JULIUS WINSTON, M.D.

AMA Arch Otolaryngol. 1953;58(1):55-61.

Since this article does not have an abstract, we have provided the first 150 words of the full text PDF and any section headings.

THE MOST important complications arising from the therapeutic use of streptomycin and dihydrostreptomycin are severe damage to the vestibular and cochlear mechanisms. Dihydrostreptomycin, which is hydrogenated streptomycin, has no therapeutic advantage over streptomycin. It was developed with the hope that it might not produce the vestibular and cochlear complications which are so frequent with the parent drug.

These antibiotics are most frequently employed by the chest physician, the general surgeon, and the urological surgeon; the otolaryngologist relatively rarely employs these agents in his practice.

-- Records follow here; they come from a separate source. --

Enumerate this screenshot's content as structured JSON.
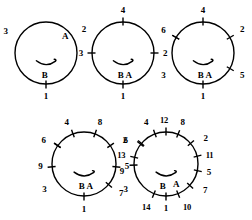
{
  "diagram": {
    "background_color": "#ffffff",
    "stroke_color": "#000000",
    "figures": [
      {
        "id": "figure-1",
        "cx": 46,
        "cy": 53,
        "r": 31,
        "tick_count": 3,
        "inner_labels": [
          {
            "text": "A",
            "x": 0.62,
            "y": -0.56
          },
          {
            "text": "B",
            "x": -0.04,
            "y": 0.72
          }
        ],
        "ticks": [
          {
            "label": "1",
            "angle": 90,
            "has_tick": true,
            "lx": 0.0,
            "ly": 1.38
          },
          {
            "label": "2",
            "angle": -35,
            "has_tick": false,
            "lx": 1.22,
            "ly": -0.78
          },
          {
            "label": "3",
            "angle": 215,
            "has_tick": false,
            "lx": -1.3,
            "ly": -0.72
          }
        ]
      },
      {
        "id": "figure-2",
        "cx": 123,
        "cy": 53,
        "r": 31,
        "tick_count": 4,
        "inner_labels": [
          {
            "text": "B A",
            "x": 0.06,
            "y": 0.72
          }
        ],
        "ticks": [
          {
            "label": "1",
            "angle": 90,
            "has_tick": true,
            "lx": 0.0,
            "ly": 1.4
          },
          {
            "label": "2",
            "angle": 0,
            "has_tick": true,
            "lx": 1.36,
            "ly": 0.0
          },
          {
            "label": "3",
            "angle": 180,
            "has_tick": true,
            "lx": -1.36,
            "ly": 0.0
          },
          {
            "label": "4",
            "angle": 270,
            "has_tick": true,
            "lx": 0.0,
            "ly": -1.4
          }
        ]
      },
      {
        "id": "figure-3",
        "cx": 203,
        "cy": 53,
        "r": 31,
        "tick_count": 6,
        "inner_labels": [
          {
            "text": "B A",
            "x": 0.06,
            "y": 0.72
          }
        ],
        "ticks": [
          {
            "label": "1",
            "angle": 90,
            "has_tick": true,
            "lx": 0.0,
            "ly": 1.4
          },
          {
            "label": "2",
            "angle": -30,
            "has_tick": true,
            "lx": 1.26,
            "ly": -0.76
          },
          {
            "label": "3",
            "angle": 210,
            "has_tick": true,
            "lx": -1.28,
            "ly": 0.7
          },
          {
            "label": "4",
            "angle": 270,
            "has_tick": true,
            "lx": 0.0,
            "ly": -1.4
          },
          {
            "label": "5",
            "angle": 30,
            "has_tick": true,
            "lx": 1.26,
            "ly": 0.72
          },
          {
            "label": "6",
            "angle": 210,
            "has_tick": true,
            "lx": -1.28,
            "ly": -0.74
          }
        ]
      },
      {
        "id": "figure-4",
        "cx": 84,
        "cy": 164,
        "r": 32,
        "tick_count": 9,
        "inner_labels": [
          {
            "text": "B A",
            "x": 0.06,
            "y": 0.7
          }
        ],
        "ticks": [
          {
            "label": "1",
            "angle": 90,
            "has_tick": true,
            "lx": 0.0,
            "ly": 1.4
          },
          {
            "label": "2",
            "angle": -35,
            "has_tick": true,
            "lx": 1.28,
            "ly": -0.74
          },
          {
            "label": "3",
            "angle": 215,
            "has_tick": true,
            "lx": -1.24,
            "ly": 0.78
          },
          {
            "label": "4",
            "angle": 250,
            "has_tick": true,
            "lx": -0.54,
            "ly": -1.32
          },
          {
            "label": "5",
            "angle": 5,
            "has_tick": true,
            "lx": 1.34,
            "ly": 0.06
          },
          {
            "label": "6",
            "angle": 215,
            "has_tick": true,
            "lx": -1.26,
            "ly": -0.76
          },
          {
            "label": "7",
            "angle": 40,
            "has_tick": true,
            "lx": 1.16,
            "ly": 0.92
          },
          {
            "label": "8",
            "angle": 290,
            "has_tick": true,
            "lx": 0.5,
            "ly": -1.32
          },
          {
            "label": "9",
            "angle": 175,
            "has_tick": true,
            "lx": -1.36,
            "ly": 0.06
          }
        ]
      },
      {
        "id": "figure-5",
        "cx": 166,
        "cy": 164,
        "r": 32,
        "tick_count": 14,
        "inner_labels": [
          {
            "text": "B",
            "x": -0.1,
            "y": 0.7
          },
          {
            "text": "A",
            "x": 0.32,
            "y": 0.62
          }
        ],
        "ticks": [
          {
            "label": "1",
            "angle": 90,
            "has_tick": true,
            "lx": 0.0,
            "ly": 1.38
          },
          {
            "label": "2",
            "angle": -40,
            "has_tick": true,
            "lx": 1.24,
            "ly": -0.8
          },
          {
            "label": "3",
            "angle": 218,
            "has_tick": true,
            "lx": -1.26,
            "ly": 0.78
          },
          {
            "label": "4",
            "angle": 250,
            "has_tick": true,
            "lx": -0.62,
            "ly": -1.3
          },
          {
            "label": "5",
            "angle": 12,
            "has_tick": true,
            "lx": 1.34,
            "ly": 0.26
          },
          {
            "label": "6",
            "angle": 220,
            "has_tick": true,
            "lx": -1.26,
            "ly": -0.74
          },
          {
            "label": "7",
            "angle": 42,
            "has_tick": true,
            "lx": 1.22,
            "ly": 0.8
          },
          {
            "label": "8",
            "angle": 292,
            "has_tick": true,
            "lx": 0.52,
            "ly": -1.3
          },
          {
            "label": "9",
            "angle": 178,
            "has_tick": true,
            "lx": -1.38,
            "ly": 0.22
          },
          {
            "label": "10",
            "angle": 68,
            "has_tick": true,
            "lx": 0.66,
            "ly": 1.34
          },
          {
            "label": "11",
            "angle": -14,
            "has_tick": true,
            "lx": 1.36,
            "ly": -0.28
          },
          {
            "label": "12",
            "angle": 270,
            "has_tick": true,
            "lx": -0.06,
            "ly": -1.38
          },
          {
            "label": "13",
            "angle": 192,
            "has_tick": true,
            "lx": -1.4,
            "ly": -0.28
          },
          {
            "label": "14",
            "angle": 112,
            "has_tick": true,
            "lx": -0.62,
            "ly": 1.34
          }
        ]
      }
    ]
  }
}
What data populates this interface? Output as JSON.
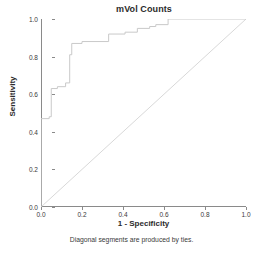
{
  "chart_data": {
    "type": "line",
    "title": "mVol Counts",
    "xlabel": "1 - Specificity",
    "ylabel": "Sensitivity",
    "xlim": [
      0.0,
      1.0
    ],
    "ylim": [
      0.0,
      1.0
    ],
    "grid": false,
    "legend": false,
    "footnote": "Diagonal segments are produced by ties.",
    "xticks": [
      "0.0",
      "0.2",
      "0.4",
      "0.6",
      "0.8",
      "1.0"
    ],
    "xtick_values": [
      0.0,
      0.2,
      0.4,
      0.6,
      0.8,
      1.0
    ],
    "yticks": [
      "0.0",
      "0.2",
      "0.4",
      "0.6",
      "0.8",
      "1.0"
    ],
    "ytick_values": [
      0.0,
      0.2,
      0.4,
      0.6,
      0.8,
      1.0
    ],
    "series": [
      {
        "name": "ROC curve",
        "color": "#c9c9c9",
        "x": [
          0.0,
          0.0,
          0.04,
          0.04,
          0.05,
          0.05,
          0.08,
          0.08,
          0.12,
          0.12,
          0.14,
          0.14,
          0.15,
          0.15,
          0.2,
          0.2,
          0.33,
          0.33,
          0.41,
          0.41,
          0.47,
          0.47,
          0.53,
          0.53,
          0.56,
          0.56,
          0.62,
          0.62,
          1.0
        ],
        "y": [
          0.0,
          0.47,
          0.47,
          0.48,
          0.48,
          0.63,
          0.63,
          0.64,
          0.64,
          0.66,
          0.66,
          0.81,
          0.81,
          0.87,
          0.87,
          0.88,
          0.88,
          0.92,
          0.92,
          0.93,
          0.93,
          0.95,
          0.95,
          0.96,
          0.96,
          0.97,
          0.97,
          1.0,
          1.0
        ]
      },
      {
        "name": "Reference diagonal",
        "color": "#d8d8d8",
        "x": [
          0.0,
          1.0
        ],
        "y": [
          0.0,
          1.0
        ]
      }
    ]
  },
  "figure": {
    "title": "mVol Counts",
    "x_axis_title": "1 - Specificity",
    "y_axis_title": "Sensitivity",
    "footnote": "Diagonal segments are produced by ties."
  }
}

The otolaryngologist is, however, frequently consulted with regard to the vestibular and cochlear complications but, unfortunately, in many instances after streptomycin or dihydrostreptomycin therapy has been started or has been in progress for two or more weeks. For example, a patient who has received 1 gm. of streptomycin on one day finds that he is unable to hear his watch tick in the left ear the . . . [Full Text PDF of this Article]


Author Affiliations

PHILADELPHIA

From the Department of Otolaryngology, University of Pennsylvania School of Medicine.


Footnotes

Read before the Section on Otolaryngology of the New Jersey Chapter of the American College of Surgeons Sept. 13, 1952.